If only her own project were going half so well. Bleakly she surveyed the irrigation ditch through the withering heat. They had dug the main channel only thirty yards after all these days of backbreaking labor. The soil was hard and dry, but the men were strong and willing to dig. They would have moved three times the distance but for the dense chaparral and prickly pear cactus that grew across the only low-lying area between the river and the arable soil they had cultivated for crops. The sharp spines and dense root systems had to be hacked away with machetes, leaving the workers cut and scratched. The scent of their blood brought the torment of flies and there was the ever present danger of infection in the hot climate.

      
The crops will all die before we reach them with water,
she thought despairingly, looking up at the cloudless blinding azure of the noon sky. Then she felt the vibration of the horses' hooves before she spotted the dust cloud stirred up by the group of riders coming toward them.

      
“Don Lucero!” several of the men called out, recognizing the magnificent stallion her husband rode. Rosario joined the servants, who dropped their tools or paused from eating the last bites of their midday meal, to go greet the patrón. His wife alone held back, standing beneath the shade of the willow near the river, watching the joyous reunion.

      
Lucero picked up his daughter and spun her around to squeals of delight as Bufón whoofed loudly in welcome. She watched him wrestle affectionately with the big dog, wondering again what had wrought the mutual change in disposition between man and animal. Rosario clapped her hands and giggled at their antics, then joined in.

      
What a good father he 's proving to be
, she thought, amazed. Who would have imagined that Lucero Alvarado would ever even look at his children, especially a by-blow he need never acknowledge. He had even gone to his daughter's room at night and read to her. Mercedes found it too much to reconcile with the dangerously angry man who had broken down her door in a drunken fit.

      
Then her husband whispered something in Rosario's ear.

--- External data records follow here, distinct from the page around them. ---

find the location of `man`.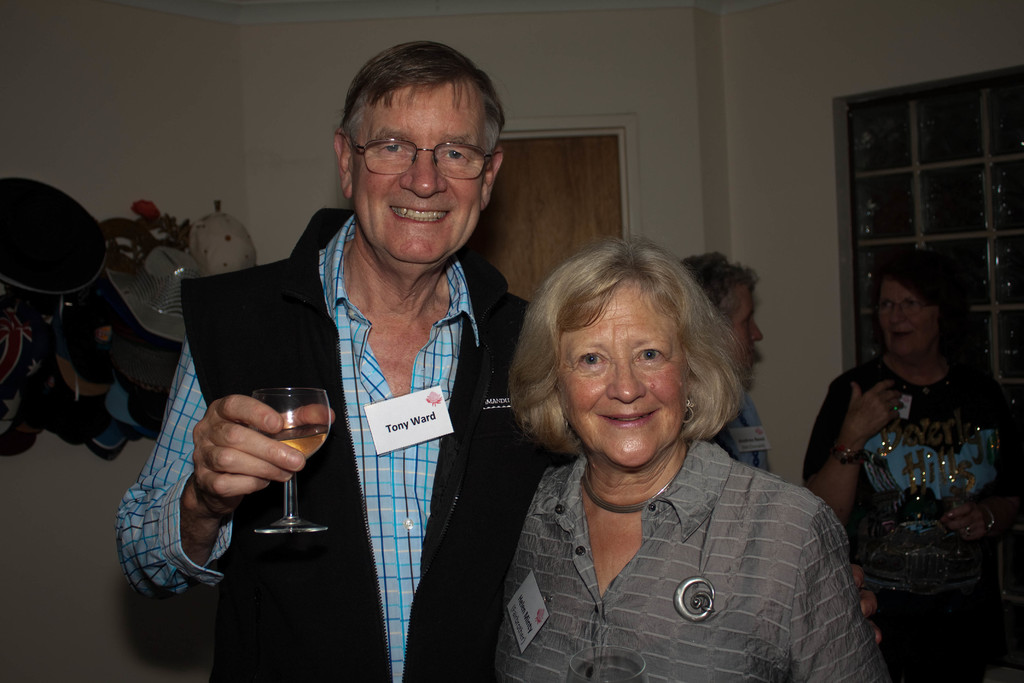
Location: x1=151, y1=48, x2=552, y2=656.
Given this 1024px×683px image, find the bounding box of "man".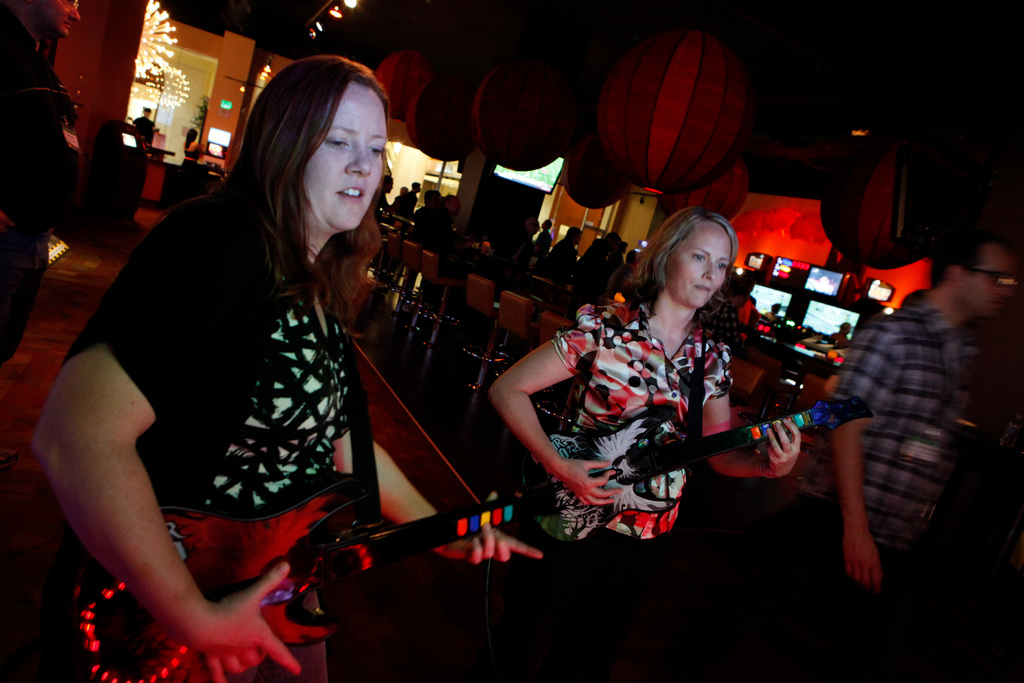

The child and Bufón remained behind as he walked past the riders watering their horses at the river's edge. He approached her. His hair was matted with sweat and his clothes plastered to his skin. Several fresh cuts and bruises on his hands attested to long and difficult hours working stock. He had shed the bandoleers crisscrossing his chest and opened his shirt, revealing sun-bronzed skin furred with black hair. He studied her through eyes narrowed against the sun's glare, his flat crowned hat pushed rakishly back on his head after playing with Rosario and Bufón. His expression revealed nothing.